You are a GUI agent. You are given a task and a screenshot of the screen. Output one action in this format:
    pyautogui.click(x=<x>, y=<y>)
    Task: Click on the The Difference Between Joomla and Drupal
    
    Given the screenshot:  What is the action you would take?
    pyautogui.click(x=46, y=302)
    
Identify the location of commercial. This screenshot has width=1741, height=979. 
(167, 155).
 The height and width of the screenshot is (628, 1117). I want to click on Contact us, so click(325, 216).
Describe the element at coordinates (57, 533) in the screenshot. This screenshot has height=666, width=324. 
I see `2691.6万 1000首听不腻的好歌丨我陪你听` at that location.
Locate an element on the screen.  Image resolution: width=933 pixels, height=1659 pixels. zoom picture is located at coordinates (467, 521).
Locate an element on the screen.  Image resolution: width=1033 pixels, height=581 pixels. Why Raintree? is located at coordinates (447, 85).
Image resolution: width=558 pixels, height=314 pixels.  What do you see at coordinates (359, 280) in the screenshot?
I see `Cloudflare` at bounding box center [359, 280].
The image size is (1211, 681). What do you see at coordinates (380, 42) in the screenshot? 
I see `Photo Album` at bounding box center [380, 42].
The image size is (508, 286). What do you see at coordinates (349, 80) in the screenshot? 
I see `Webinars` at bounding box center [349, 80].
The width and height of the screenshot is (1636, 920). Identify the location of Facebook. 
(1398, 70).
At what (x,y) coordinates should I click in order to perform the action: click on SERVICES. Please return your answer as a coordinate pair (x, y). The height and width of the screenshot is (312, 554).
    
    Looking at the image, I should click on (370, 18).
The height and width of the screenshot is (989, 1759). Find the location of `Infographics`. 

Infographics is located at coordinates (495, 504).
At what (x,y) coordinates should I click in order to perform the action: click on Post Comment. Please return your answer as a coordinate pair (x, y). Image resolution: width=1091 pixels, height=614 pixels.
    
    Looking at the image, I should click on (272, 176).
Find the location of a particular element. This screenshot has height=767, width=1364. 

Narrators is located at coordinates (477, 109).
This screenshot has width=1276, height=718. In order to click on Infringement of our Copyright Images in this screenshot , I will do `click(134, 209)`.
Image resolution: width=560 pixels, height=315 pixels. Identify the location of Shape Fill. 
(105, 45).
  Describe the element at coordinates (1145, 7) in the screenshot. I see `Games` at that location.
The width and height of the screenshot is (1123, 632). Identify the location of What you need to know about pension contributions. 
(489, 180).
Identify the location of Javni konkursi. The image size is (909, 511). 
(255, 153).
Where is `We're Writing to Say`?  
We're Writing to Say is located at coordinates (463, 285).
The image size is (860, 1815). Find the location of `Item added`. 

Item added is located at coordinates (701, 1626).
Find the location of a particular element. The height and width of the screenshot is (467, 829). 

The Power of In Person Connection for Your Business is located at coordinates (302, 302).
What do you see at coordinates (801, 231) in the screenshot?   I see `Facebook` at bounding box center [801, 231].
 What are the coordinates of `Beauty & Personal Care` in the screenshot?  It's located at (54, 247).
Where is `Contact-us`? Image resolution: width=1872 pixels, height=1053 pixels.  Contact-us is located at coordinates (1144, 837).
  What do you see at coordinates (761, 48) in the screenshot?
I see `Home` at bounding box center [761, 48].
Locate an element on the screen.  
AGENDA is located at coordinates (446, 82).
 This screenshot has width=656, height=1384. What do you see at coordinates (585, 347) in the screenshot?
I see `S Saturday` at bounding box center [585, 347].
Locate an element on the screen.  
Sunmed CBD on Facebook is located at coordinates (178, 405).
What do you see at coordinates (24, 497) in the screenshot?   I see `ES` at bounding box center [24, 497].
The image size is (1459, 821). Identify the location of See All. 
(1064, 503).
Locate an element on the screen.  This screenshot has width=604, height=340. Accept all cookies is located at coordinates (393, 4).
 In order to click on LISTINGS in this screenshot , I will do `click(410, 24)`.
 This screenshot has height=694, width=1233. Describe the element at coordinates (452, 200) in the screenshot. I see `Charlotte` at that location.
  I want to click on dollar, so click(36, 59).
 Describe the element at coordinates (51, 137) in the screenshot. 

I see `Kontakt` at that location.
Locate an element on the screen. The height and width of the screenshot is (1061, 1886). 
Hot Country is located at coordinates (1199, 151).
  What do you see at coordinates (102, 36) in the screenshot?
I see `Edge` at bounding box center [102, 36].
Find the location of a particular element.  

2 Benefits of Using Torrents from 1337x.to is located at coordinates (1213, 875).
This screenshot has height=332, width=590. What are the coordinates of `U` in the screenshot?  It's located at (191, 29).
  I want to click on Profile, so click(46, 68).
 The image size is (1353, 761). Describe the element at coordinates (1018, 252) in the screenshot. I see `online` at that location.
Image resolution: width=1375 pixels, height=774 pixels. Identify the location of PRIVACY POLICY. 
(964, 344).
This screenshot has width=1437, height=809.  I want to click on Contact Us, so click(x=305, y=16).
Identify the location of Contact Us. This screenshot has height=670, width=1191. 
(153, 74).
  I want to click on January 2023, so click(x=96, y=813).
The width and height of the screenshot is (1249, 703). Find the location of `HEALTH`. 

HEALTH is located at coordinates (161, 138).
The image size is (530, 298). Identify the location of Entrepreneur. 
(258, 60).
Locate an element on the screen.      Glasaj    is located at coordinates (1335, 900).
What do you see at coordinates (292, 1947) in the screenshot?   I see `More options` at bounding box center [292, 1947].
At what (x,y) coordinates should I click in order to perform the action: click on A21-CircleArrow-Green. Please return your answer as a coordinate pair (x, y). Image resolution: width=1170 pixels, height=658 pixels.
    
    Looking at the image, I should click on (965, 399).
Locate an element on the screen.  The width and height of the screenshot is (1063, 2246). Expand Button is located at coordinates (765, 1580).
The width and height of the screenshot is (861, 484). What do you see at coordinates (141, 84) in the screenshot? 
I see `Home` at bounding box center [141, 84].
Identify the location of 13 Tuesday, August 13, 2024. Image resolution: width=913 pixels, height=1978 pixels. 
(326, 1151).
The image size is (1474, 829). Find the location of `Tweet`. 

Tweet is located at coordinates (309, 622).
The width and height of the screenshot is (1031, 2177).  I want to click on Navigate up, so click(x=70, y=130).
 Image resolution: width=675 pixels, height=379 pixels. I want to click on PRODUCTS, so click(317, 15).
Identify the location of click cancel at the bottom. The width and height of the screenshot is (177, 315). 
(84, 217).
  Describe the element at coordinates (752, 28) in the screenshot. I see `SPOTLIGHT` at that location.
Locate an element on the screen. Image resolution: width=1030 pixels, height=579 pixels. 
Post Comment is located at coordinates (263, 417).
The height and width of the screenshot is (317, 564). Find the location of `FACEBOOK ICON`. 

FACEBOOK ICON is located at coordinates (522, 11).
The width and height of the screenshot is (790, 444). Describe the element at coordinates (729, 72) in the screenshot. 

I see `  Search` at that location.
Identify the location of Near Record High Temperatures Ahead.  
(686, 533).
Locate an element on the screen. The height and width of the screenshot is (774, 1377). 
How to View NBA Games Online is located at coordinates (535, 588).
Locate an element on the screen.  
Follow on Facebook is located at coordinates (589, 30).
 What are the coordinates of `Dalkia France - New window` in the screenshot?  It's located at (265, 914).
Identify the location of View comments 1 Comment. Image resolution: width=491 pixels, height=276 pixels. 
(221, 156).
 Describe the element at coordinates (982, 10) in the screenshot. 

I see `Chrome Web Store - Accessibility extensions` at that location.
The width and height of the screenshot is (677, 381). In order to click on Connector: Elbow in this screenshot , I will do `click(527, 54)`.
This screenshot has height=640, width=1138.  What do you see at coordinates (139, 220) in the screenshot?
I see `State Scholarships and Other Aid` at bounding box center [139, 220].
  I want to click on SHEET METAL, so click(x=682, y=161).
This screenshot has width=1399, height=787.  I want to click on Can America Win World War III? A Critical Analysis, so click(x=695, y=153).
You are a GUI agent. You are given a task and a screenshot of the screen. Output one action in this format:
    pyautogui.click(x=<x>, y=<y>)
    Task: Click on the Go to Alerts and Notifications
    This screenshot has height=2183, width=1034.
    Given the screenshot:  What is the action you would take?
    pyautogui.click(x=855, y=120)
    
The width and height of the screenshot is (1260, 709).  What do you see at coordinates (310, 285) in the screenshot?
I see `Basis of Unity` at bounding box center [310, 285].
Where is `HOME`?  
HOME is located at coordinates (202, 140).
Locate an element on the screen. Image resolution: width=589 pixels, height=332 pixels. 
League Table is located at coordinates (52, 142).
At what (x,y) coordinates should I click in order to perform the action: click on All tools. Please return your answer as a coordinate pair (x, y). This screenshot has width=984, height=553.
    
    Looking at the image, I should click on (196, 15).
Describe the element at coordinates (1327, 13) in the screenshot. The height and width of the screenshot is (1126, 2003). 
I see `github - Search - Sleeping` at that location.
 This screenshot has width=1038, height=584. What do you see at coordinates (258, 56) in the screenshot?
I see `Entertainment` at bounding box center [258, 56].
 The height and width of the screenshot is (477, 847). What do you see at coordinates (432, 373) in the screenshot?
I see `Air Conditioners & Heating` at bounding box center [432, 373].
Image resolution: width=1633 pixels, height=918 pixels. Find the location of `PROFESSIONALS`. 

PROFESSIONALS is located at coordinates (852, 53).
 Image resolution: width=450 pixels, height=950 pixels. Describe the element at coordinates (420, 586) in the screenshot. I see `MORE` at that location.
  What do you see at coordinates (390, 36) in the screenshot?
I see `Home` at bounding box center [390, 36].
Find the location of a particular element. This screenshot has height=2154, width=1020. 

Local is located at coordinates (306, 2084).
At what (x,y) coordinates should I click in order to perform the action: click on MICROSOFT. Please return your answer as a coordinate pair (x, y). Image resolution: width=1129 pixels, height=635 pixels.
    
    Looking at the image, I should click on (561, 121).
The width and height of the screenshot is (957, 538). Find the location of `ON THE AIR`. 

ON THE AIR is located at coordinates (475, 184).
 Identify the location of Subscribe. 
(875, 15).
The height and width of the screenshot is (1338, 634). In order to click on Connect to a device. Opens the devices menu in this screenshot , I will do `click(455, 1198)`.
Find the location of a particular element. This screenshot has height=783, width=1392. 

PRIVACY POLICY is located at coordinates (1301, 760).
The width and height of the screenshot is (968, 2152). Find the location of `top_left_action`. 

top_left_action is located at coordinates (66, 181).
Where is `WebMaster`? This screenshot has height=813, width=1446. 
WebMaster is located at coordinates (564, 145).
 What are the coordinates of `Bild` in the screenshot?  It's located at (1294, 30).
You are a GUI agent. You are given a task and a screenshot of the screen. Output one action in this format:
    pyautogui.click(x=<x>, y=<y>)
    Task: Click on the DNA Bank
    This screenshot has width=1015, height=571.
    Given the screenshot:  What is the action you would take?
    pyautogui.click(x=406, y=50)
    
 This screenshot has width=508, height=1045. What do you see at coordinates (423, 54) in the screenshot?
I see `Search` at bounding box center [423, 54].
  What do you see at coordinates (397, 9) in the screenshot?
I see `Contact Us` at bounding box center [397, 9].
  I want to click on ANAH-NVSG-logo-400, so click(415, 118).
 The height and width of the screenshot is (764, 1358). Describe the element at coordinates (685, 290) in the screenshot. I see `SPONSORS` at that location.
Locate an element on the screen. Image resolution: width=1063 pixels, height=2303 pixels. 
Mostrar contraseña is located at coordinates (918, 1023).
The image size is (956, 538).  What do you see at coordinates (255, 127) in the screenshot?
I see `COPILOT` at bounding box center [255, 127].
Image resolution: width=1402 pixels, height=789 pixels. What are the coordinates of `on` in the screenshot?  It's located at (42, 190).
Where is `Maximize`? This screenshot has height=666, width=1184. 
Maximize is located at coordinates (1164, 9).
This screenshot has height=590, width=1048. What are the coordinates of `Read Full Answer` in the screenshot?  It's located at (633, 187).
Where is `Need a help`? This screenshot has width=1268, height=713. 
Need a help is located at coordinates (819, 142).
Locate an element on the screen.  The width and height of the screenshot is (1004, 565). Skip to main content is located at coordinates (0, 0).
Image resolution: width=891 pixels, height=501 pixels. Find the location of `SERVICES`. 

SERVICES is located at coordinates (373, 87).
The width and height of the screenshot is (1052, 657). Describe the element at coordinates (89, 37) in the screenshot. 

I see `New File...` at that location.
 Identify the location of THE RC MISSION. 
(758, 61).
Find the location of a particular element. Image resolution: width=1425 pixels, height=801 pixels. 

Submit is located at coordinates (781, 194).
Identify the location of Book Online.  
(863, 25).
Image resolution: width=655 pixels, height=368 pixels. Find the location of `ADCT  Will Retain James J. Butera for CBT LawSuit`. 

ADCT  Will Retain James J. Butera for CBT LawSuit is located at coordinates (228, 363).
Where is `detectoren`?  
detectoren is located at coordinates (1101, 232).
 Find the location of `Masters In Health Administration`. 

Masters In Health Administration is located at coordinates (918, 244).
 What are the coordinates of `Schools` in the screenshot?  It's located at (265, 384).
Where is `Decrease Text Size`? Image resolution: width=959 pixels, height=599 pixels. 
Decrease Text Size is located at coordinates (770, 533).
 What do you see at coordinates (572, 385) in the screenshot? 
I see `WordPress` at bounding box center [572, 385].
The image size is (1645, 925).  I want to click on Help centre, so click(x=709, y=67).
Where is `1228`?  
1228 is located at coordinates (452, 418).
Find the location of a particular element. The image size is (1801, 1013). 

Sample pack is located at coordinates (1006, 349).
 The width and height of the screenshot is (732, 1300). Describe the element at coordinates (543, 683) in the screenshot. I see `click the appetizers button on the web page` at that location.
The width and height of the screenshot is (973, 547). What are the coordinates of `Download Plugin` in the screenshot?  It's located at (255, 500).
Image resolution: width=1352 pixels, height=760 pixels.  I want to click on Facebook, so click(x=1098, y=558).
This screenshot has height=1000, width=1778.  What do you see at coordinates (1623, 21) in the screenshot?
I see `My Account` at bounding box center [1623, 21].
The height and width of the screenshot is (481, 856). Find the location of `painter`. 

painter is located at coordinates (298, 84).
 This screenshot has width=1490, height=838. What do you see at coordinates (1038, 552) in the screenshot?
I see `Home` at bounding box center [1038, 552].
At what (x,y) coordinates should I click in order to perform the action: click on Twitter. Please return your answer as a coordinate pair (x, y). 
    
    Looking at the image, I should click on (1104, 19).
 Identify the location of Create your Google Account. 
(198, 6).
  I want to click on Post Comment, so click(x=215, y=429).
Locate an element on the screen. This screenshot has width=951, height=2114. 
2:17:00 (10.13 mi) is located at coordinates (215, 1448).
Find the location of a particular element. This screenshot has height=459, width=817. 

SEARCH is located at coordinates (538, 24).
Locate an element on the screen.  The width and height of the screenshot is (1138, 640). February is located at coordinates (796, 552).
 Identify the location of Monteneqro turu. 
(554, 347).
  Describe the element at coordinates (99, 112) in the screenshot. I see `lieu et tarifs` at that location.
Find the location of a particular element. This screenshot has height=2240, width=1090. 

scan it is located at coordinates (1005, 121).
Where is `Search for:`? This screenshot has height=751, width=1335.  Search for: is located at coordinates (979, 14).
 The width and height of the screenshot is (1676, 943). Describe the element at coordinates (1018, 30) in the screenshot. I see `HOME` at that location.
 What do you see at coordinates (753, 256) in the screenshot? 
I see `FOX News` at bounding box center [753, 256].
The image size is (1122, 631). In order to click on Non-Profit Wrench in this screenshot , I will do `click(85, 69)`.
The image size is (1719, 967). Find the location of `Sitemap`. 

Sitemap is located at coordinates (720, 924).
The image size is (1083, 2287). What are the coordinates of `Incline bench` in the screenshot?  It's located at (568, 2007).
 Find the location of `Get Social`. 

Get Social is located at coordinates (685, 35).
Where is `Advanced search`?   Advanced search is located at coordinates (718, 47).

→ EXERCISE PROMPT: Each line from the top of the records above through the line containing "Task: Click on the The" needs to be transcribed exactly, and no line after it.

→ RESULT FOR THIS TASK:
You are a GUI agent. You are given a task and a screenshot of the screen. Output one action in this format:
    pyautogui.click(x=<x>, y=<y>)
    Task: Click on the The Difference Between Joomla and Drupal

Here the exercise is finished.